In Miller’s Crossing, the homage to Carol Reed’s film is clear. Tom Reagan stands by the side of the road, under the looming trees, in the moments following the funeral of a man he’s killed.
What happens next? Watch and see and wonder. Let those mind-eggs hatch. Ask yourself: how are Holly Martins and Tom Reagan the same and what separates them? Some interpret what Tom does in the end of Miller’s Crossing as a nihilist statement, but that’s not the film I’m watching. I think he’s judged his own ethical choices and found himself wanting. His last choice is to pass himself by.
No matter how good our intentions, in the end, some things can’t be forgiven. Make your choices and live with them.
And you should choose to watch these two films in a row.
* Meaning the camera is tilted off from level, so one side of the frame is higher than the other. The term comes from Deutsch, meaning ‘German’ and it was a technique developed in early German Expressionist films, like The Cabinet of Dr. Caligari, which is pretty awesome, too.
i watched Miller’s Crossing again a couple weeks ago. best Coen Bros. movie of them all. “We only take yeggs what’s been to college!”
Undoubtedly. Although I’m overdue for a screening of Blood Simple. And Barton Fink.
Watched Raising Arizona not too long back. It just didn’t wow me like it used to. Perhaps that’s because I have all the lines memorized…
A vote for Barton Fink here.
Not that close for me, actually.
That’s just because you like the cry of the fishmongers. And you’ve got that head in box.
Barton Fink is a close second for me. if not a tie with Miller’s Crossing. and i still love Raising Arizona, even though i too have the entire thing memorized.
It’s hard to watch Miller’s Crossing and Barton Fink and then get excited about films like Argo.
I also feel the need to wave the Blood Simple flag. I need to watch that again but there are so many films I haven’t watched for the first time yet… almost through with everything on our I Like to Watch list. Last Year at Marienbad and The Passenger currently on the coffee table.

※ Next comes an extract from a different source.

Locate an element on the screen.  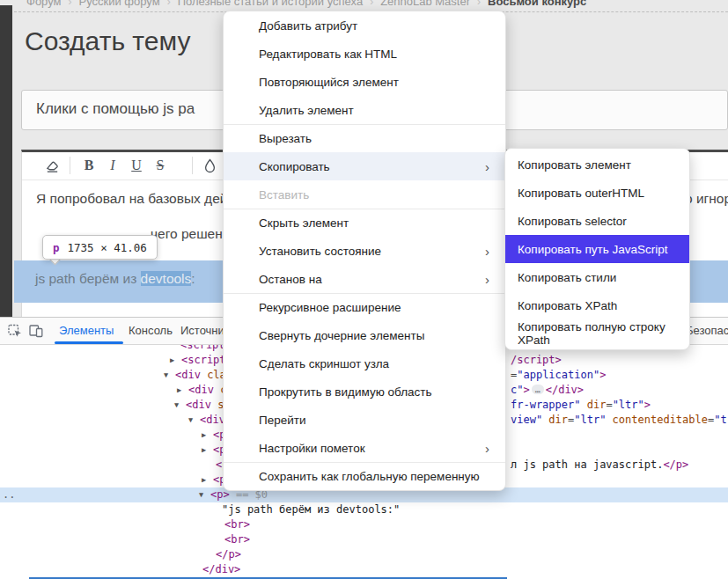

I’d be interested to read a post of why you think ethics is the driving force behind Tom’s choices. Or better yet, HOW you think Reagan interprets his own ethical dilemma.
He states his motivations throughout the movie, that his intentions are based on “the smart play” and “reasons… it helps to have them.” He is a purely intellectual creature in a world of folks motivated by feelings and morals and so on.
I mean, just watch what happens to him when he loses his hat (i.e. head) in the movie.
I mean, that line: “What heart?”
Well, Mister Dribble, it has been a long time since I’ve watched this for the 40th time and since I wrote this, but my short answer would be there are the things we say and the things we do. He says it’s about the smart play, and he can justify his actions that way, but we don’t act from the head–any of us–we decide based on emotions and then use the details to back up our feelings. In Tom’s case, his struggle to align what he feels/wants and what he thinks, leaves him with a series of ethical dilemmas. As to HOW he interprets them, yes: that would be interesting to write and read. I think he’s smart enough to see how he’s being influenced by his emotions and smart enough to stay a quarter-step ahead of them, but pandemic life deprives me of the time to rewatch or write more. If you judge Tom by his actions alone, what do you see?